Wednesday, May 19, 2010

Soda Jerk

I have several fond childhood memories of visiting my father’s factory at 718 Broadway in Manhattan. First was the train ride from Brooklyn on the BMT subway line to the 8th Street station. While our mother sat on a cane seat, my brother, sister and I would stand at the front of the first car, just to the left of the engineer. We’d pretend to be guiding the train through the darkness of the tunnel.

After the near one hour commute, we’d be ready for lunch. We’d eat in the automat on Broadway, across the street from the subway exit. My memory of the food is incomplete, other than learning to eat Salisbury steak (a fancy name for chop meat) there. The real treat, however, was not the automat’s food but rather the intriguing system of portion delivery. Most food sat behind hinged glass windows, unlocked only after you’d deposit the requisite change and turned the beveled brass and porcelain knob to crank open the hatch. Even more entertaining were the coffee and hot chocolate dispensers. For a nickel, a cup of either frothing, steamy brew would gush out from the mouth of a lion’s head.

As much fun as the automat was, once we arrived at our father’s “place,” for that is what our parents called his lingerie factory, we couldn’t wait for the moment we could quench our thirst with a six-ounce bottle of Coca-Cola. Dad had a fire-engine red Coke machine. Except when he treated them late in the afternoon, his workers paid a dime for each Coke, pushing down a grey lever to pump the next bottle up to the take-out slot. We’d pester him and our mother for a Coke until he finally relented and unlocked the door to the Coke machine. To “pay” for the soda, he’d have us refill the tubes that held each bottle and snaked their way around the inside of the machine.

At home we always had soda. But it never tasted as good as the ones we drank at the “place.”

I was reminded of my lifelong dedication (Gilda calls it an addiction) to Coca-Cola by an article in this morning’s NY Times, The Battle over Taxing Soda (http://www.nytimes.com/2010/05/19/business/economy/19leonhardt.html?scp=1&sq=soda%20tax&st=cse). For the record, I’m in favor of a tax on sugar-laced drinks, be they sodas, energy concoctions or artificial juices.

Again for the record, I wouldn’t have to pay a penny more for my current Coke fix. You see, after more than 40 years of imbibing “real” Coke, my blood sugar levels trickled in near diabetic levels. I switched to Diet Coke, and to Crystal Light when I wanted a non-carbonated sweet tasting drink (Gilda can’t understand why plain water, or maybe club soda, is not sufficient for me. She just doesn’t get it, but anyone out there who also has a sweet tooth does.)

Our kids never drank Coke, even though I had it right in front of them every meal. Gilda just told them, “Daddy has an addiction.” They didn’t get cavities as I did as a child, though Dan did have one year when four cavities showed up. (Turned out one of his teachers rewarded him with M&Ms for good work. Well, we always said he was a smart boy.)

Too much sugar is a national plague. If a soda tax will help contain our enlarging population and its rush toward Type 2 Diabetes, we would do well to see this as a necessary incursion of government into our private lives, much the same way we tax cigarettes or require people to wear seat belts. The argument that individuals should be allowed to do as they please fails to appreciate that everyone suffers from our obesity epidemic. Insurance rates are higher for all of us. On a more mundane level, it’s not comfortable sitting next to someone oozing onto your space in a movie theater or airplane.

Diet sodas, sugar free drinks and candies have come a long way in the last 20 years. They may not yet taste the same as the real thing, but they won’t kill you or at the very least curtail your life style or make you a burden on society.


=== Assigned task ===
Whenever a line in the data contains "leaves", show that line.

=== Source data ===
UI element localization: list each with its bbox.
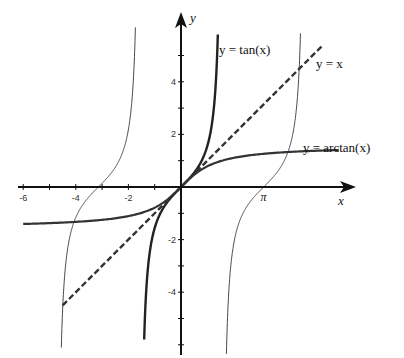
x-tick-label: -6 [19,193,27,203]
labels-group: x y y = tan(x) y = x y = arctan(x) [188,10,370,208]
y-axis-label: y [188,10,196,25]
y-tick-label: 4 [171,77,176,87]
plot-canvas: -6-4-2π42-2-4 x y y = tan(x) y = x y = a… [0,0,404,358]
y-tick-label: -2 [168,235,176,245]
x-axis-label: x [337,193,344,208]
x-tick-label: π [261,190,268,204]
identity-curve-label: y = x [316,56,343,71]
y-tick-label: 2 [171,129,176,139]
x-tick-label: -4 [72,193,80,203]
x-tick-label: -2 [124,193,132,203]
arctan-curve-label: y = arctan(x) [303,140,370,155]
y-tick-label: -4 [168,287,176,297]
tan-curve-label: y = tan(x) [219,42,270,57]
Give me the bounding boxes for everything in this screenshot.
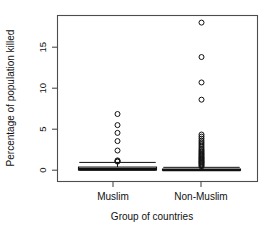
boxplot-figure: 0 5 10 15 Percentage of population kille… [0,0,272,235]
outlier-point [199,55,204,60]
box-group-non-muslim [163,20,241,170]
y-tick-label-5: 5 [37,127,48,132]
y-axis-title: Percentage of population killed [5,30,16,167]
x-axis-ticks [113,182,201,188]
plot-frame [58,16,258,182]
outlier-group [199,20,204,169]
box-groups [79,20,241,170]
outlier-point [199,20,204,25]
x-axis-title: Group of countries [111,211,193,222]
x-tick-label-non-muslim: Non-Muslim [174,191,227,202]
outlier-point [115,130,120,135]
outlier-point [115,123,120,128]
outlier-group [115,112,120,165]
outlier-point [115,112,120,117]
outlier-point [199,97,204,102]
y-axis-ticks [52,47,58,170]
box-group-muslim [79,112,157,171]
outlier-point [115,139,120,144]
y-axis-tick-labels: 0 5 10 15 [37,42,48,173]
x-tick-label-muslim: Muslim [97,191,129,202]
y-tick-label-0: 0 [37,168,48,173]
y-tick-label-15: 15 [37,42,48,53]
outlier-point [115,148,120,153]
y-tick-label-10: 10 [37,83,48,94]
boxplot-canvas: 0 5 10 15 Percentage of population kille… [0,0,272,235]
outlier-point [199,80,204,85]
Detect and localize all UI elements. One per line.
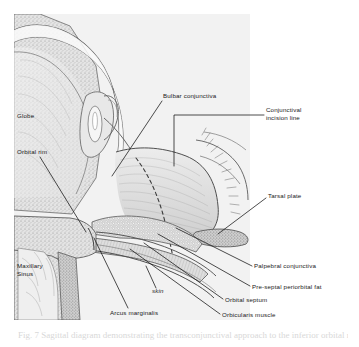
- label-skin: skin: [152, 287, 164, 295]
- label-conjunctival-incision-line1: Conjunctival: [266, 106, 326, 114]
- anatomy-illustration: [0, 0, 359, 347]
- label-globe: Globe: [17, 112, 34, 120]
- label-maxillary-sinus: Maxillary Sinus: [17, 262, 65, 278]
- label-palpebral-conjunctiva: Palpebral conjunctiva: [254, 262, 316, 270]
- anatomical-figure: Globe Orbital rim Maxillary Sinus Bulbar…: [0, 0, 359, 347]
- label-orbital-septum: Orbital septum: [225, 296, 267, 304]
- label-conjunctival-incision-line: Conjunctival incision line: [266, 106, 326, 122]
- label-orbicularis-muscle: Orbicularis muscle: [222, 311, 276, 319]
- label-maxillary-sinus-line1: Maxillary: [17, 262, 65, 270]
- label-bulbar-conjunctiva: Bulbar conjunctiva: [163, 92, 216, 100]
- label-arcus-marginalis: Arcus marginalis: [110, 309, 158, 317]
- label-maxillary-sinus-line2: Sinus: [17, 270, 65, 278]
- label-pre-septal-periorbital-fat: Pre-septal periorbital fat: [252, 283, 322, 291]
- label-tarsal-plate: Tarsal plate: [268, 192, 301, 200]
- figure-caption: Fig. 7 Sagittal diagram demonstrating th…: [18, 330, 348, 341]
- label-orbital-rim: Orbital rim: [17, 148, 47, 156]
- label-conjunctival-incision-line2: incision line: [266, 114, 326, 122]
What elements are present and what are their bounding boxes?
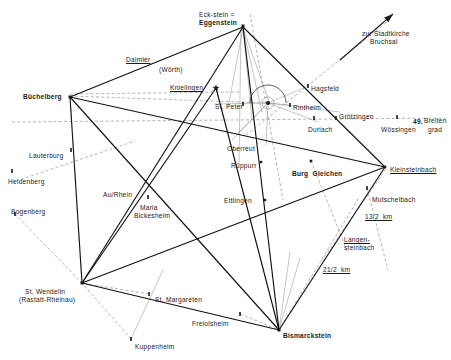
map-node-st_margareten[interactable]	[148, 292, 150, 296]
map-label-daimler: Daimler	[126, 56, 150, 64]
map-label-heidenberg: Heidenberg	[8, 178, 45, 186]
map-label-mutschelbach: Mutschelbach	[372, 196, 416, 204]
node-marker-group	[11, 25, 398, 342]
map-node-rueppurr[interactable]	[260, 161, 262, 163]
dashed-line-kuppen-dash	[82, 283, 131, 339]
map-node-heidenberg[interactable]	[11, 169, 13, 173]
map-label-ettlingen: Ettlingen	[224, 197, 252, 205]
map-label-durlach: Durlach	[308, 126, 332, 134]
map-label-km_13_2: 13/2 km	[365, 213, 392, 221]
map-vector-layer	[0, 0, 451, 360]
map-label-steinbach: steinbach	[344, 244, 374, 252]
thin-line-egg-fan-4	[243, 28, 270, 104]
thin-line-group	[131, 28, 340, 339]
map-label-eggenstein: Eggenstein	[199, 19, 237, 27]
map-node-bismarckstein[interactable]	[278, 329, 281, 332]
thin-line-bism-fan2	[279, 258, 300, 330]
dashed-line-buechel-dash2	[70, 92, 240, 94]
map-label-oberreut: Oberreut	[227, 145, 255, 153]
map-node-mutschelbach[interactable]	[366, 186, 368, 190]
map-label-km_21_2: 21/2 km	[323, 266, 350, 274]
map-label-woessingen: Wössingen	[381, 126, 416, 134]
dashed-line-bogenberg-r	[15, 214, 82, 283]
map-label-eckstein: Eck-stein =	[199, 11, 235, 19]
thin-line-bism-fan1	[279, 252, 290, 330]
map-label-st_wendelin: St. Wendelin	[25, 288, 65, 296]
map-node-st_wendelin[interactable]	[81, 282, 84, 285]
thin-line-kuppen-up	[131, 270, 163, 339]
map-label-st_margareten: St. Margareten	[155, 296, 202, 304]
dashed-line-buechel-dash	[70, 96, 268, 103]
dashed-line-group	[12, 14, 445, 339]
map-label-rueppurr: Rüppurr	[231, 162, 257, 170]
map-node-hagsfeld[interactable]	[307, 84, 309, 88]
map-label-bismarckstein: Bismarckstein	[283, 332, 331, 340]
map-node-lauterburg[interactable]	[70, 148, 72, 152]
heavy-line-group	[70, 27, 385, 330]
map-label-bruchsal: Bruchsal	[370, 38, 398, 46]
map-label-stpeter: St. Peter	[215, 103, 243, 111]
map-node-hub[interactable]	[266, 101, 270, 105]
map-node-eggenstein[interactable]	[242, 25, 245, 28]
dashed-line-bism-21km	[279, 196, 360, 330]
map-label-hagsfeld: Hagsfeld	[311, 85, 339, 93]
map-label-rintheim: Rintheim	[293, 104, 321, 112]
map-label-lauterburg: Lauterburg	[29, 152, 63, 160]
map-label-langen: Langen-	[344, 236, 370, 244]
map-node-groetzingen[interactable]	[335, 116, 337, 120]
map-label-kuppenheim: Kuppenheim	[135, 343, 175, 351]
map-node-kleinsteinbach[interactable]	[384, 166, 387, 169]
map-node-woessingen[interactable]	[396, 115, 398, 119]
heavy-line-eggenstein-kleinstein	[243, 27, 385, 167]
thin-line-hub-hag	[268, 86, 308, 103]
heavy-line-eggenstein-bismarck	[243, 27, 279, 330]
map-label-kleinsteinbach: Kleinsteinbach	[390, 166, 436, 174]
map-node-durlach[interactable]	[313, 116, 315, 120]
map-node-kuppenheim[interactable]	[130, 337, 132, 341]
map-node-freiolsheim[interactable]	[239, 312, 241, 316]
map-label-stadtkirche: zur Stadtkirche	[362, 30, 410, 38]
map-node-maria[interactable]	[147, 195, 149, 199]
map-label-rastatt: (Rastatt-Rheinau)	[19, 296, 75, 304]
map-label-burg_gleichen: Burg Gleichen	[292, 170, 342, 178]
map-node-burg_gleichen[interactable]	[310, 160, 313, 163]
protractor-arc	[250, 85, 286, 103]
dashed-line-margareten-r	[82, 283, 149, 294]
map-label-breitengrad_num: 49.	[413, 118, 423, 126]
heavy-line-eggenstein-buechelberg	[70, 27, 243, 97]
map-label-knielingen: Knielingen	[170, 84, 203, 92]
heavy-line-buechelberg-stwendelin	[70, 97, 82, 283]
dashed-line-latitude-49	[12, 118, 445, 122]
map-label-grad: grad	[428, 126, 442, 134]
map-label-buechelberg: Büchelberg	[23, 93, 62, 101]
map-label-freiolsheim: Freiolsheim	[192, 320, 229, 328]
map-node-buechelberg[interactable]	[69, 96, 72, 99]
map-node-rintheim[interactable]	[289, 103, 291, 107]
heavy-line-stwendelin-knielingen	[82, 88, 216, 283]
thin-line-egg-fan-3	[243, 28, 262, 112]
heavy-line-stwendelin-bismarck	[82, 283, 279, 330]
survey-map-figure: Eck-stein =Eggensteinzur StadtkircheBruc…	[0, 0, 451, 360]
map-label-groetzingen: Grötzingen	[339, 113, 374, 121]
map-label-breiten: Breiten	[424, 117, 447, 125]
map-node-ettlingen[interactable]	[264, 199, 266, 201]
map-label-bogenberg: Bogenberg	[11, 208, 46, 216]
map-label-woerth: (Wörth)	[159, 66, 183, 74]
thin-line-hub-down	[266, 103, 268, 145]
map-label-au_rhein: Au/Rhein	[103, 191, 132, 199]
map-label-maria: Maria	[140, 204, 158, 212]
map-label-bickesheim: Bickesheim	[134, 212, 170, 220]
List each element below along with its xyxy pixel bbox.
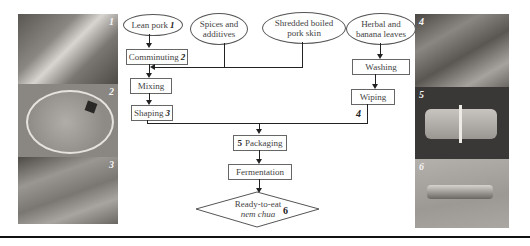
- connector: [367, 104, 368, 124]
- fermentation-label: Fermentation: [236, 167, 284, 177]
- photo-number: 2: [109, 86, 114, 97]
- bowl: [26, 90, 114, 154]
- product-number: 6: [283, 205, 288, 216]
- photo-comminuted-meat: 2: [18, 84, 118, 157]
- step-comminuting: Comminuting2: [126, 49, 188, 65]
- connector: [302, 42, 303, 68]
- bottom-rule: [0, 236, 530, 238]
- shaping-label: Shaping: [134, 108, 164, 118]
- photo-number: 1: [109, 16, 114, 27]
- spices-label: Spices and additives: [199, 19, 239, 39]
- arrow-left-icon: [150, 64, 155, 70]
- connector: [224, 43, 225, 68]
- leaves-label: Herbal and banana leaves: [350, 19, 412, 39]
- photo-nem-chua: 6: [415, 159, 509, 228]
- step-fermentation: Fermentation: [228, 164, 292, 180]
- packaging-label: Packaging: [245, 138, 283, 148]
- input-spices: Spices and additives: [190, 13, 248, 45]
- pork-skin-label: Shredded boiled pork skin: [268, 18, 340, 38]
- right-photo-column: 4 5 6: [415, 14, 509, 228]
- step-mixing: Mixing: [130, 78, 172, 94]
- lean-pork-label: Lean pork: [131, 20, 168, 30]
- string: [459, 105, 462, 143]
- arrow-down-icon: [146, 43, 152, 48]
- photo-number: 4: [419, 16, 424, 27]
- step-packaging: 5Packaging: [233, 135, 287, 151]
- packaging-number: 5: [238, 138, 243, 148]
- arrow-down-icon: [256, 129, 262, 134]
- comminuting-label: Comminuting: [129, 52, 179, 62]
- input-leaves: Herbal and banana leaves: [346, 13, 416, 45]
- photo-number: 5: [419, 89, 424, 100]
- photo-number: 6: [419, 161, 424, 172]
- lean-pork-number: 1: [170, 20, 175, 30]
- washing-label: Washing: [365, 62, 396, 72]
- product-line1: Ready-to-eat: [230, 199, 286, 209]
- merge-line: [147, 123, 368, 124]
- leaves-number: 4: [356, 108, 361, 119]
- step-wiping: Wiping: [351, 89, 395, 105]
- sausage: [427, 185, 493, 199]
- shaping-number: 3: [166, 108, 171, 118]
- product-label: Ready-to-eat nem chua: [230, 199, 286, 219]
- product-line2: nem chua: [230, 209, 286, 219]
- input-lean-pork: Lean pork1: [123, 14, 183, 36]
- input-pork-skin: Shredded boiled pork skin: [262, 12, 346, 44]
- mixing-label: Mixing: [138, 81, 165, 91]
- merge-line: [152, 67, 303, 68]
- step-shaping: Shaping3: [131, 105, 173, 121]
- comminuting-number: 2: [181, 52, 186, 62]
- photo-shaping: 3: [18, 157, 118, 224]
- step-washing: Washing: [352, 59, 410, 75]
- photo-lean-pork: 1: [18, 14, 118, 84]
- photo-number: 3: [109, 159, 114, 170]
- wiping-label: Wiping: [360, 92, 387, 102]
- left-photo-column: 1 2 3: [18, 14, 118, 224]
- photo-packaged-roll: 5: [415, 87, 509, 159]
- photo-leaves: 4: [415, 14, 509, 87]
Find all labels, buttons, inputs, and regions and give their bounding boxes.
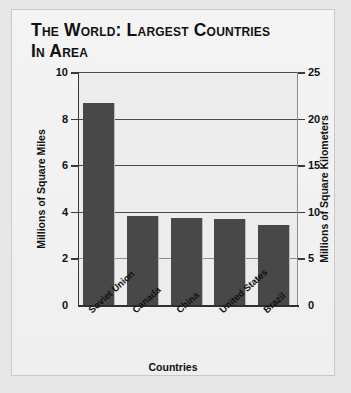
x-axis-title: Countries [12, 361, 334, 373]
chart-title-line2: in Area [31, 41, 321, 62]
bar-soviet-union [83, 103, 115, 305]
y-label-right-10: 10 [308, 207, 330, 218]
bar-brazil [258, 225, 290, 305]
y-tick-left-8 [71, 119, 78, 121]
chart-card: The World: Largest Countries in Area Mil… [11, 9, 335, 376]
y-tick-right-15 [298, 165, 305, 167]
x-axis-category-labels: Soviet UnionCanadaChinaUnited StatesBraz… [78, 307, 296, 363]
y-label-left-6: 6 [46, 160, 68, 171]
y-label-left-4: 4 [46, 207, 68, 218]
y-label-left-2: 2 [46, 253, 68, 264]
y-tick-right-25 [298, 72, 305, 74]
y-label-right-25: 25 [308, 67, 330, 78]
y-tick-left-10 [71, 72, 78, 74]
y-axis-title-left: Millions of Square Miles [34, 72, 48, 305]
chart-title: The World: Largest Countries in Area [31, 20, 321, 62]
y-label-left-10: 10 [46, 67, 68, 78]
y-tick-right-20 [298, 119, 305, 121]
y-tick-left-2 [71, 258, 78, 260]
bar-china [171, 218, 203, 305]
y-label-left-8: 8 [46, 114, 68, 125]
y-tick-left-4 [71, 212, 78, 214]
y-label-left-0: 0 [46, 300, 68, 311]
y-label-right-0: 0 [308, 300, 330, 311]
chart-title-line1: The World: Largest Countries [31, 20, 270, 40]
y-label-right-5: 5 [308, 253, 330, 264]
y-label-right-20: 20 [308, 114, 330, 125]
y-label-right-15: 15 [308, 160, 330, 171]
y-axis-title-right: Millions of Square Kilometers [317, 72, 331, 305]
y-tick-left-6 [71, 165, 78, 167]
y-tick-right-5 [298, 258, 305, 260]
chart-page: The World: Largest Countries in Area Mil… [0, 0, 351, 393]
y-tick-right-10 [298, 212, 305, 214]
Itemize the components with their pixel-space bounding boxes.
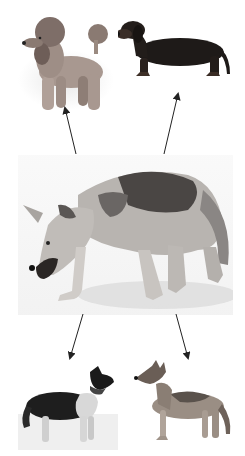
border-collie-image — [18, 362, 118, 450]
dachshund-image — [118, 12, 233, 87]
arrow-to-border-collie — [70, 314, 83, 358]
german-shepherd-image — [130, 360, 235, 450]
arrow-to-german-shepherd — [176, 314, 188, 358]
arrow-to-poodle — [65, 108, 76, 154]
poodle-image — [16, 10, 116, 110]
wolf-image — [18, 155, 233, 315]
arrow-to-dachshund — [164, 94, 178, 154]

=== Task answer ===
- leaves-label: Herbal and banana leaves: [350, 19, 412, 39]
- input-leaves: Herbal and banana leaves: [346, 13, 416, 45]
- leaves-number: 4: [356, 108, 361, 119]
- photo-leaves: 4: [415, 14, 509, 87]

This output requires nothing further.